948.6
Uncertainty As an Asset in Education Policy

Tuesday, July 15, 2014: 6:30 PM
Room: Booth 52
Oral Presentation
Radhika GORUR , The Victoria Institute, College of Education, Victoria University, Melbourne, VIC, Australia
Education policies around the world are responding to increased perceptions of risk by attempting to reduce uncertainty. They are attempting to gain clear information and identify ‘guaranteed’ solutions by finding out ‘what works’ to develop policy accordingly. They are setting up clear measures of accountability and transparency. In order to understand states of affairs and identify policy issues, huge machineries of calculation have been mobilised.

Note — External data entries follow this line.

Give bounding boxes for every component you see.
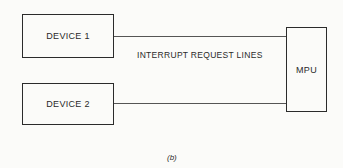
interrupt-line-1 xyxy=(114,36,286,37)
device-1-block: DEVICE 1 xyxy=(22,14,114,58)
mpu-block: MPU xyxy=(286,27,327,112)
figure-caption: (b) xyxy=(167,153,177,162)
interrupt-request-lines-label: INTERRUPT REQUEST LINES xyxy=(137,50,263,60)
device-2-label: DEVICE 2 xyxy=(46,99,89,109)
device-2-block: DEVICE 2 xyxy=(22,83,114,125)
device-1-label: DEVICE 1 xyxy=(46,31,89,41)
mpu-label: MPU xyxy=(296,65,317,75)
interrupt-line-2 xyxy=(114,103,286,104)
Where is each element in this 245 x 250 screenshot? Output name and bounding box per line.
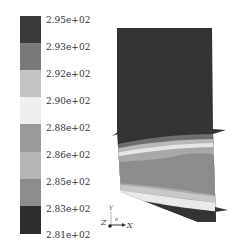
plate-geometry	[110, 28, 228, 230]
x-axis-label: X	[126, 221, 133, 230]
z-axis-dot-icon	[108, 224, 112, 228]
z-axis-label: Z	[100, 218, 107, 227]
x-axis-arrow-icon	[122, 223, 126, 227]
y-axis-label: Y	[109, 204, 114, 211]
origin-marker-icon	[115, 218, 118, 221]
contour-plot-view: Y Z X	[0, 0, 245, 250]
axis-triad: Y Z X	[100, 204, 133, 230]
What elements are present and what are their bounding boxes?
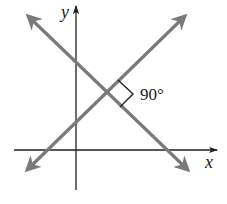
angle-label: 90°	[140, 85, 164, 104]
x-axis-label: x	[204, 152, 213, 172]
y-axis-label: y	[59, 2, 69, 22]
coordinate-diagram: y x 90°	[0, 0, 227, 204]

Regular surveys are used to track progress and to respond to the first sign of ‘decline’.  In this sense, we could say that the complexity and uncertainties of the world are transferred to the processes of calculation, which in turn render clear and less uncertain accounts of the world in the form of numbers.

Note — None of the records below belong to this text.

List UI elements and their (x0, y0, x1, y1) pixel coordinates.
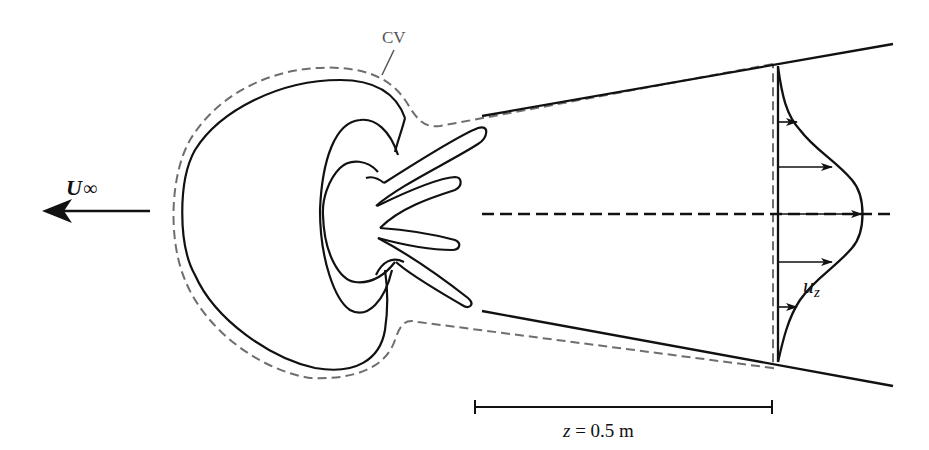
wake-upper-boundary (482, 44, 893, 116)
body-outline-upper-inner (395, 118, 405, 152)
diagram-canvas: U∞ CV uz z = 0.5 m (0, 0, 929, 450)
scale-bar (475, 400, 772, 414)
fin-top (376, 127, 486, 206)
free-stream-arrow-icon (42, 199, 150, 223)
control-volume-boundary (174, 64, 773, 378)
control-volume-label: CV (382, 28, 406, 48)
fin-top-curl (366, 177, 384, 183)
fin-upper-middle (377, 177, 461, 228)
diagram-svg (0, 0, 929, 450)
free-stream-velocity-label: U∞ (66, 175, 97, 201)
fin-lower-middle (378, 228, 459, 250)
velocity-profile-label: uz (803, 273, 820, 299)
scale-bar-label: z = 0.5 m (563, 420, 634, 442)
cv-leader-line (382, 50, 394, 75)
body-outline (182, 80, 405, 370)
wake-lower-boundary (482, 311, 893, 386)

In this paper, I take the notion of ‘uncertainty’ to the statistical translations of the education world and the attempts made through these translations to erase uncertainty and ambiguity and provide clear, certain accounts. I explore how complex such operations are, and how the uncertainty and complexity of the world constantly challenge and stymie the attempts to tame it. I support my thesis with several empirical examples from my research on the Programme for International Student Assessment (PISA) and on Australia’s Education Revolution.  I explore the dilemmas involved in these attempts to contain uncertainty (including through mathematical devices such as calculating ‘confidence intervals’), and the ways in which the world exceeds these attempts to contain its uncertainty.

Using Callon et al’s (2001) notion of ‘acting in an uncertain world’, in particular their argument with regard to ‘hybrid forums’, I argue in this paper that keeping uncertainties alive can have the beneficial effect of bringing more resources and expertise forward and adding new voices into the discussion. Uncertainty can thus be an asset rather than a problem to be solved.